Re: NCID with no rcS.d
Sven Joachim wrote:
> On 2011-11-24 17:51 +0100, lrhorer wrote:
>
>> Arno Schuring wrote:
>>
>>> lrhorer (lrhorer@satx.rr.com on 2011-11-24 03:38 -0600):
>>>> OK, so here's the deal. I compiled and installed ncid on one of my
>>>> Debian servers Everything seems to be working just fine. There's
>>>> one small item, though. When I took the init scripts and ran
>>>> update-rc.d, it gave me a warning saying "stop runlevel arguments
>>>> (0
>>>> 1 6) do not match LSB Default-Stop values (S 0 1 6)". When I
>>>> looked at the scripts, they have the line
>>>>
>>>> # Default-Stop: S 0 1 6
>>>>
>>> [..]
>>>> First of all, why did the routine put up that warning and fail to
>>>> create the links?
>>> insserv doesn't create the links unless explicitly asked to do so.
>>> By default (as it's called from dpkg), it only determines start/stop
>>> ordering.
>>>
>>> I'm not sure how those links are populated initially. It could be
>>> that the package provides them, and is missing that one link.
>>
>> The package didn't provide them, I did. This was compiled from
>> source and then I ran update-rc.d:
>>
>> RAID-Server:/etc/init.d# update-rc.d ncidd.init defaults
>> update-rc.d: warning: ncidd.init stop runlevel arguments (0 1 6) do
>> not match LSB Default-Stop values (S 0 1 6)
>> Adding system startup for /etc/init.d/ncidd.init ...
>> /etc/rc0.d/K20ncidd.init -> ../init.d/ncidd.init
>> /etc/rc1.d/K20ncidd.init -> ../init.d/ncidd.init
>> /etc/rc6.d/K20ncidd.init -> ../init.d/ncidd.init
>> /etc/rc2.d/S20ncidd.init -> ../init.d/ncidd.init
>> /etc/rc3.d/S20ncidd.init -> ../init.d/ncidd.init
>> /etc/rc4.d/S20ncidd.init -> ../init.d/ncidd.init
>> /etc/rc5.d/S20ncidd.init -> ../init.d/ncidd.init
>
>From these numbers I conclude that you're still using legacy boot
>order,
> and in that case update-rc.d relies on the arguments given to it,
> ignoring the LSB headers. With dependency-based boot it uses the
> values
> in the LSB headers instead. See the update-rc.d manpage for details.
Yeah,I didn't spot the existence of the .legacy-bootordering control
file. It's easy to miss, since it's hidden.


PROBLEM –
Taking the line that contains "Decompose this screenshot" as the first, copy exactly every line through the last line of the records, and nothing else.

INFORMATION GIVEN –
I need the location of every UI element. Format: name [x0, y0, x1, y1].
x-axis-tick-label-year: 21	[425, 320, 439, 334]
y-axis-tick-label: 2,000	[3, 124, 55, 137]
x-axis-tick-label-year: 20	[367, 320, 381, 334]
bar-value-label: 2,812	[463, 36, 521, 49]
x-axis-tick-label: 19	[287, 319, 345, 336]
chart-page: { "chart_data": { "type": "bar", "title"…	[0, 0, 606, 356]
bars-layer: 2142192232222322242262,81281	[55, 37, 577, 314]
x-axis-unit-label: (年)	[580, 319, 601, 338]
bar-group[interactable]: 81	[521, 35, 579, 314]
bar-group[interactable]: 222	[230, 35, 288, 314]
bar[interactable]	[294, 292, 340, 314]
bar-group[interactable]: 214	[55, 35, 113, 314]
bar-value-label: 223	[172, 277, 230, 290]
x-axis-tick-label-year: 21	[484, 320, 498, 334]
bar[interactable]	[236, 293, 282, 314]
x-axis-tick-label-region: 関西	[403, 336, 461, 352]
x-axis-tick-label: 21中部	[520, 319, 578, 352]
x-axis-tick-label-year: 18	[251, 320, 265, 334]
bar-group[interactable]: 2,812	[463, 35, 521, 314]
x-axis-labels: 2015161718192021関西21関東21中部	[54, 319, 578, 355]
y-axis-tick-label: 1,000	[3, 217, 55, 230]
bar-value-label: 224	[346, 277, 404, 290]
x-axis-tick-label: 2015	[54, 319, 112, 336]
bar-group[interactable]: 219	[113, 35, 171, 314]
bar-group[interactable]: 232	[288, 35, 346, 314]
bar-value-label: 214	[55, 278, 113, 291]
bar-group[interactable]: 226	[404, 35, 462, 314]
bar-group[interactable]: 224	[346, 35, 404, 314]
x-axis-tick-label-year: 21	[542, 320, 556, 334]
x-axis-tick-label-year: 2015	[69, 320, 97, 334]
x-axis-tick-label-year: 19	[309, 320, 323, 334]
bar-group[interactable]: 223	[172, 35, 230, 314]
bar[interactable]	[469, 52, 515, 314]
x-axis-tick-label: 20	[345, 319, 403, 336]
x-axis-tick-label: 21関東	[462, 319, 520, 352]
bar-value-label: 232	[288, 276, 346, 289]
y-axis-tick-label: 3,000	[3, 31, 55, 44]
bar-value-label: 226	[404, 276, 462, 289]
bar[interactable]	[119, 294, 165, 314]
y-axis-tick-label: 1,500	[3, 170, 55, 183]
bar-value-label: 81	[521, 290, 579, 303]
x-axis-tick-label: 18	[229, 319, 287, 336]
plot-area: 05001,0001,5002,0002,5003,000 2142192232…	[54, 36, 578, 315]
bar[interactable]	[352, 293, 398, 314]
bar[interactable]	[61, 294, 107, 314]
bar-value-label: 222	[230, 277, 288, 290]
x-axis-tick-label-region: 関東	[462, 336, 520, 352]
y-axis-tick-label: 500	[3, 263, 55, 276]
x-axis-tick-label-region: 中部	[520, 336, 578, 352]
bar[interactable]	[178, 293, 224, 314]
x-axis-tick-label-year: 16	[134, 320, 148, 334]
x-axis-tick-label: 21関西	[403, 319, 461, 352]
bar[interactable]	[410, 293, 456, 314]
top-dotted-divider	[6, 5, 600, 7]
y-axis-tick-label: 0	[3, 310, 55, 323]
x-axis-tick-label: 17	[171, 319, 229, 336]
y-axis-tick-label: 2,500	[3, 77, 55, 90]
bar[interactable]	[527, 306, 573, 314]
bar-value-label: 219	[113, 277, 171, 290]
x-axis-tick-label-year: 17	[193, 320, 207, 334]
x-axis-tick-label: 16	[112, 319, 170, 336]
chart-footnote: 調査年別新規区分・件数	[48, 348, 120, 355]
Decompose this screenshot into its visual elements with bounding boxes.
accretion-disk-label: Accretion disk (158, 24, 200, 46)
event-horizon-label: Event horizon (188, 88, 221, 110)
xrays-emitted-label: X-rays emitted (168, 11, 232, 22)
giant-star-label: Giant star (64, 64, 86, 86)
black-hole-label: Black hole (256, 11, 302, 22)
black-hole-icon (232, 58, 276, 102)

ANSWER SECTION –
Decompose this screenshot into its visual elements with bounding boxes.
accretion-disk-label: Accretion disk (158, 24, 200, 46)
event-horizon-label: Event horizon (188, 88, 221, 110)
xrays-emitted-label: X-rays emitted (168, 11, 232, 22)
giant-star-label: Giant star (64, 64, 86, 86)
black-hole-label: Black hole (256, 11, 302, 22)
black-hole-icon (232, 58, 276, 102)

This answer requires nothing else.